In Figure 1, we report interest rates on Treasury bonds of 5 year maturity for the euro area (EA) member states that have the best ratings, the US, the UK and France. These interest rates tend to move together. It is striking for US and UK interest rates throughout the last decade. In continental Europe, interest rates also tend to swing with their US and UK counterparts up to 2013 only. The common wisdom is that US rates lead and EA ones follow the movement. However, the picture has changed since 2014 when the ECB expanded its unconventional monetary policy.
Larger decoupling between US and EA rates after Donald Trump’s election
After the election of Donald Trump the spillover of the sharp increase in US interest rates has been very limited on the EA. This is true both in nominal terms as well as for ex ante real interest rates.

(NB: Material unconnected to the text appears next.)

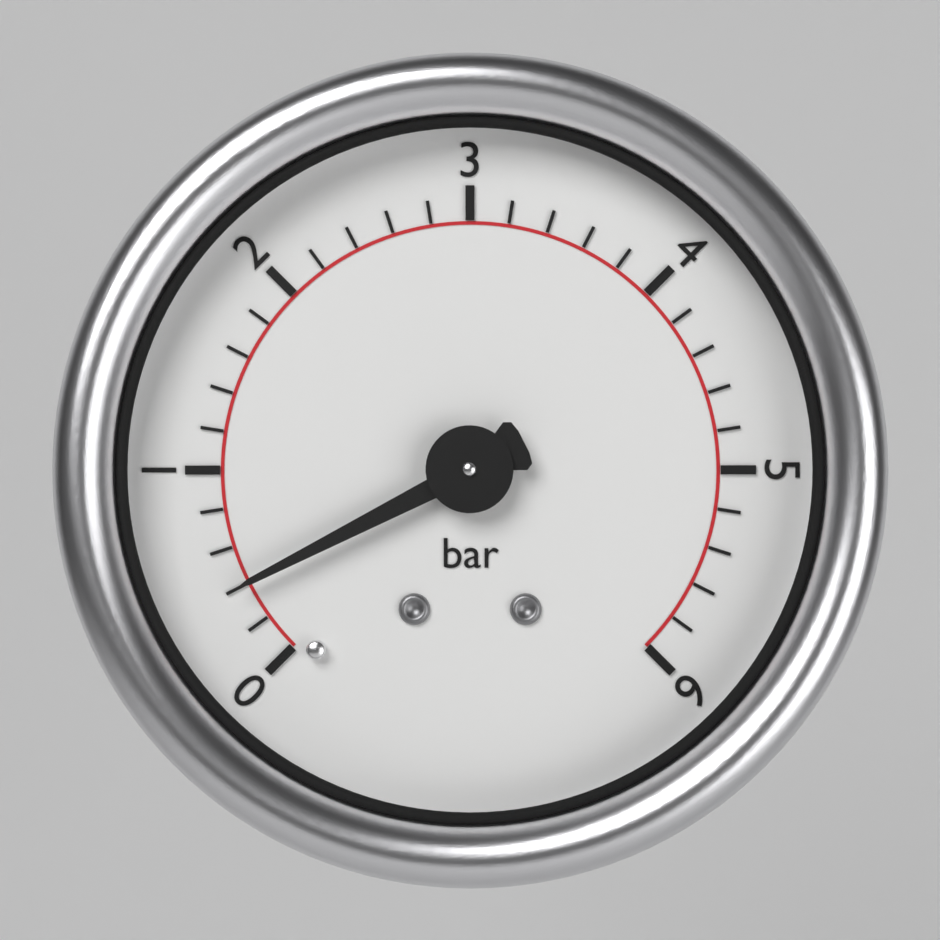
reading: 0.4 bar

Indeed, long-term inflation expectations as measured by surveys of professional forecasters have remained very stable over the last ten years.
From the month prior to US election on November 8, 2016 to January 2017, the interest rates on US 5 year treasury bonds have increased by about 70 basis points. This is mainly because investors expect both economic growth and inflation to accelerate if the new administration cuts taxes, boosts investment and even raises tariffs on imports. Meanwhile, EA 5 year interest rates have increased only by 20 basis points. Since mid-January French rates have increased above EA AAA as they frequently do before important elections.
By contrast, during the “Taper Tantrum” (from April to June 2013) , when US Treasury yields surged because investors believed that the Federal Reserve would soon raise policy rates, a comparable increase (of about 70 basis points) in 5 year US interest rates coincided with a 45 basis points increase in the 5 year French rate.
The role of the euro area monetary policy
Short to medium-term interest rates are mostly influenced by monetary policy. They mainly reflect expectations of future monetary policy decisions. The significant decoupling of EA rates from its US counterparts, which started in 2014, has been striking, especially when compared to the absence of decoupling for the UK (except very recently). Through its monetary policy actions, the ECB has managed to largely shield EA financial conditions from the forces that determine US and global financial conditions.
In December 2016, the Federal Reserve raised its policy rates and is expected to raise it further in 2017. By contrast, ECB non-conventional measures are still in place and investors expect EA interest rates to stay much lower than their US counterparts for several quarters.
The stance of the ECB monetary policy is the most likely reason why EA rates of up to 5 years maturity have been decoupling from their US counterpart.
Longer-term recoupling when the monetary policy impact fades away
As seen in Figure 2, interest rates at longer maturities (5 to 10 years), which we measure by forward (5 years in 5 years) interest rates have kept swinging together throughout the last decade. There are some differences here and there. For instance, the French forward rate increased above the US one during the EA sovereign crisis in 2011-2012, it fell below in 2014 and rebounded at the end of 2016. However, variations in forward rates have remained remarkably parallel across the Atlantic, including after the election of Donald Trump. The same forces seem to move US, UK and EA interest rates up and down. At such long horizons, interest rates are likely to reflect common real factors, such as oil prices, or longer-term ones, such as shifts in productivity trends, rather than domestic monetary policies.